Thursday 8 December 2011

Dispatch: Foreign Interventions and Jihadists in Somalia



Analyst Mark Schroeder discusses recent clashes in Mogadishu and the status of jihadists and foreign military forces in Somalia.
VIDEO TRANSCRIPT:
African Union peacekeepers clashed Dec. 8 with Somali jihadists in Mogadishu. Fighting in the Somali capital is just one theater of conflict in the country, and while Somali insurgents have in recent days reportedly sent reinforcements from nearby Mogadishu to the capital in addition to reactivating fighters there, significant developments are also occurring in southern and central Somalia.
The African Union peacekeeping mission in Somalia, AMISOM, still comprises about 9,000 troops, drawn from Uganda and Burundi. Kenya’s government on Dec. 7 voted to integrate their forces, numbering perhaps 4,000, into the Somali mission. The Kenyan development is not, however, to mean a material change in the disposition of Kenyan forces, who in October launched an intervention in southern Somalia. Despite their intervention going on two months, the Kenyans have not progressed beyond occupying a buffer zone along their border with Somalia. The Kenyan troops are likely to remain maintaining a cordon across their border with Somalia, and not to redeploy to Mogadishu, or elsewhere in the country. The redesignation as an AMISOM element is more likely a strategic move by Nairobi for political and propaganda purposes, as well as to acquire donor funding for the cost of their intervention.
While the Kenyans try to hold down a cordon area along the southern Somali border, the Ethiopians are engaged in central Somalia making sure their cordon buffer is holding. Ethiopian forces are crossing back and forth to towns such as Beledweyne and Dusa Marreb to coordinate with pro-government Somali militia proxies.
Somali jihadists are thus facing hostile operations occurring in three parts of the country: the Kenyans in southern Somalia; the Ethiopians in central Somalia; and AMISOM in Mogadishu.
At this point, however, the forces hostile to the Somali jihadists are not converging. All three elements of foreign forces are operating within their respective zones and have not pushed beyond and into the heart of Somali jihadist territory.
Somali jihadists have not stood static amid hostile operations against them. The Somali fighters have, however, made moves that have entrenched their practical and ideological factions. While Al Shabaab transnationalist jihadists have made moves to reinforce their troop levels in their stronghold city of Kismayo, recruiting fresh youth and adult supporters from along the southern coast of Somalia, the nationalist factions days ago formed a new entity, called the Somali Islamic Emirate, to defend their strongholds in south-central Somalia against hostile forces. Led by former top Al Shabaab leaders, the new Somali Islamic Emirate, led by Sheikh Hassan Dahir Aweys and Mukhtar Robow abu Mansur, have adopted a tried and tested tactic of waging a propaganda campaign to rally new forces to defend Somalia against a perceived foreign-led aggression.
Somali jihadists are not likely to win back lost territory in Mogadishu, given that AMISOM, with its current troop level of 9,000, are likely to be reinforced when additional peacekeepers committed by countries like Djibouti and Sierra Leone arrive.
But Al Shabaab, and this means to include the new jihadist group known as the Somali Islamic Emirate, are likely to continue to demonstrate remarkable resilience at surviving amid concerted military efforts to defeat them. Al Shabaab, or the Somali Islamic Emirate, understand their military strengths and weaknesses: that guerilla warfare is their means to survive, and that declining battle, even if this means abandoning an urban stronghold – even a city as important to them as Kismayo – is what they will do in order to reorganize and renew their insurgency.
The longer that neighboring countries, such as Kenya and Ethiopia, intervene without achieving a breakpoint success, Somali jihadists of all stripes will be able to mobilize popular support, and use this to sustain their insurgency.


PROBLEM:
Your answer must be the full set of records, copied exactly, with no pictures in it.

(Extracts from a graphics dataset)
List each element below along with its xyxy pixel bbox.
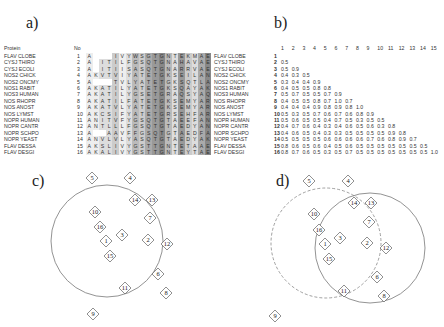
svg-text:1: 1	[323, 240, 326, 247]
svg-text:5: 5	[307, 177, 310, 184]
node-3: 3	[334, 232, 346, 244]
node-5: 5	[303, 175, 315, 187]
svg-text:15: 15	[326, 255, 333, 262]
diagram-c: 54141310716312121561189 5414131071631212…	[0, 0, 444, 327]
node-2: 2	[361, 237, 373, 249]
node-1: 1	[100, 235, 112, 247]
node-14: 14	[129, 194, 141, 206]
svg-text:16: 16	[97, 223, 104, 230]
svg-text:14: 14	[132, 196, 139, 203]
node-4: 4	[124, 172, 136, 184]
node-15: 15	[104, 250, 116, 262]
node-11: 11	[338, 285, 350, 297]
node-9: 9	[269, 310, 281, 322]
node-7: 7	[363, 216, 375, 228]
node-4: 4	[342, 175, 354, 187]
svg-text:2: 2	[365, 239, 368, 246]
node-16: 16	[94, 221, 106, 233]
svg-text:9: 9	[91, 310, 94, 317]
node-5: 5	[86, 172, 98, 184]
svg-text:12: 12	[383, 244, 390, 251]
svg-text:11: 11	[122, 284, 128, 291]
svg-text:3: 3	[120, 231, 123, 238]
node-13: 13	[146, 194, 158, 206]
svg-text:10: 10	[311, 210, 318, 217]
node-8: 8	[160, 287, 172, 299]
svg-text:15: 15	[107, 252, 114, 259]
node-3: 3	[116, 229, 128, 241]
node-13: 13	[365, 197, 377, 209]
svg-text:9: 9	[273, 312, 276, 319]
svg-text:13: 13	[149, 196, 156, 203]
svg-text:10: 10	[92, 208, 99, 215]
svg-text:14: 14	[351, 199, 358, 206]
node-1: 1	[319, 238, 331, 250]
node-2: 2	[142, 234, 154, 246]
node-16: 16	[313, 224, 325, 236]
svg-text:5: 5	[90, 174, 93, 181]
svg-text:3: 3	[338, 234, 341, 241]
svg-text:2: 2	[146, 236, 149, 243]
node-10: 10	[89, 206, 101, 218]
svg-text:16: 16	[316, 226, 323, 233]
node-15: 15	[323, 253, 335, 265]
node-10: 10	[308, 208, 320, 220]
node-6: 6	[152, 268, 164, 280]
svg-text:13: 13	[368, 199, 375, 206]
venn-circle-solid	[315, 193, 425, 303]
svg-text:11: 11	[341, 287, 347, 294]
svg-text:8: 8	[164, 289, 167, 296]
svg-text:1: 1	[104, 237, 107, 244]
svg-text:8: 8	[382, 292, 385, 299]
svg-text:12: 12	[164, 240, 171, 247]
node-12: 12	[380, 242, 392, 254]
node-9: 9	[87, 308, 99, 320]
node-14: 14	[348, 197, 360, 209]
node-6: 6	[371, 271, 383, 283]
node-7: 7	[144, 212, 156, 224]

TASK ANSWER:
List each element below along with its xyxy pixel bbox.
svg-text:1: 1	[323, 240, 326, 247]
svg-text:5: 5	[307, 177, 310, 184]
node-3: 3	[334, 232, 346, 244]
node-5: 5	[303, 175, 315, 187]
svg-text:15: 15	[326, 255, 333, 262]
diagram-c: 54141310716312121561189 5414131071631212…	[0, 0, 444, 327]
node-2: 2	[361, 237, 373, 249]
node-1: 1	[100, 235, 112, 247]
node-14: 14	[129, 194, 141, 206]
svg-text:16: 16	[97, 223, 104, 230]
svg-text:14: 14	[132, 196, 139, 203]
node-4: 4	[124, 172, 136, 184]
node-15: 15	[104, 250, 116, 262]
node-11: 11	[338, 285, 350, 297]
node-9: 9	[269, 310, 281, 322]
node-7: 7	[363, 216, 375, 228]
node-4: 4	[342, 175, 354, 187]
svg-text:2: 2	[365, 239, 368, 246]
node-16: 16	[94, 221, 106, 233]
svg-text:9: 9	[91, 310, 94, 317]
node-5: 5	[86, 172, 98, 184]
svg-text:12: 12	[383, 244, 390, 251]
svg-text:11: 11	[122, 284, 128, 291]
svg-text:3: 3	[120, 231, 123, 238]
node-13: 13	[146, 194, 158, 206]
svg-text:10: 10	[311, 210, 318, 217]
node-8: 8	[160, 287, 172, 299]
svg-text:15: 15	[107, 252, 114, 259]
node-3: 3	[116, 229, 128, 241]
node-13: 13	[365, 197, 377, 209]
svg-text:9: 9	[273, 312, 276, 319]
svg-text:13: 13	[149, 196, 156, 203]
svg-text:10: 10	[92, 208, 99, 215]
svg-text:14: 14	[351, 199, 358, 206]
node-1: 1	[319, 238, 331, 250]
node-2: 2	[142, 234, 154, 246]
node-16: 16	[313, 224, 325, 236]
svg-text:5: 5	[90, 174, 93, 181]
svg-text:3: 3	[338, 234, 341, 241]
svg-text:2: 2	[146, 236, 149, 243]
node-10: 10	[89, 206, 101, 218]
svg-text:16: 16	[316, 226, 323, 233]
node-15: 15	[323, 253, 335, 265]
node-10: 10	[308, 208, 320, 220]
node-6: 6	[152, 268, 164, 280]
svg-text:13: 13	[368, 199, 375, 206]
venn-circle-solid	[315, 193, 425, 303]
svg-text:11: 11	[341, 287, 347, 294]
svg-text:8: 8	[164, 289, 167, 296]
svg-text:1: 1	[104, 237, 107, 244]
svg-text:8: 8	[382, 292, 385, 299]
svg-text:12: 12	[164, 240, 171, 247]
node-12: 12	[380, 242, 392, 254]
node-9: 9	[87, 308, 99, 320]
node-14: 14	[348, 197, 360, 209]
node-6: 6	[371, 271, 383, 283]
node-7: 7	[144, 212, 156, 224]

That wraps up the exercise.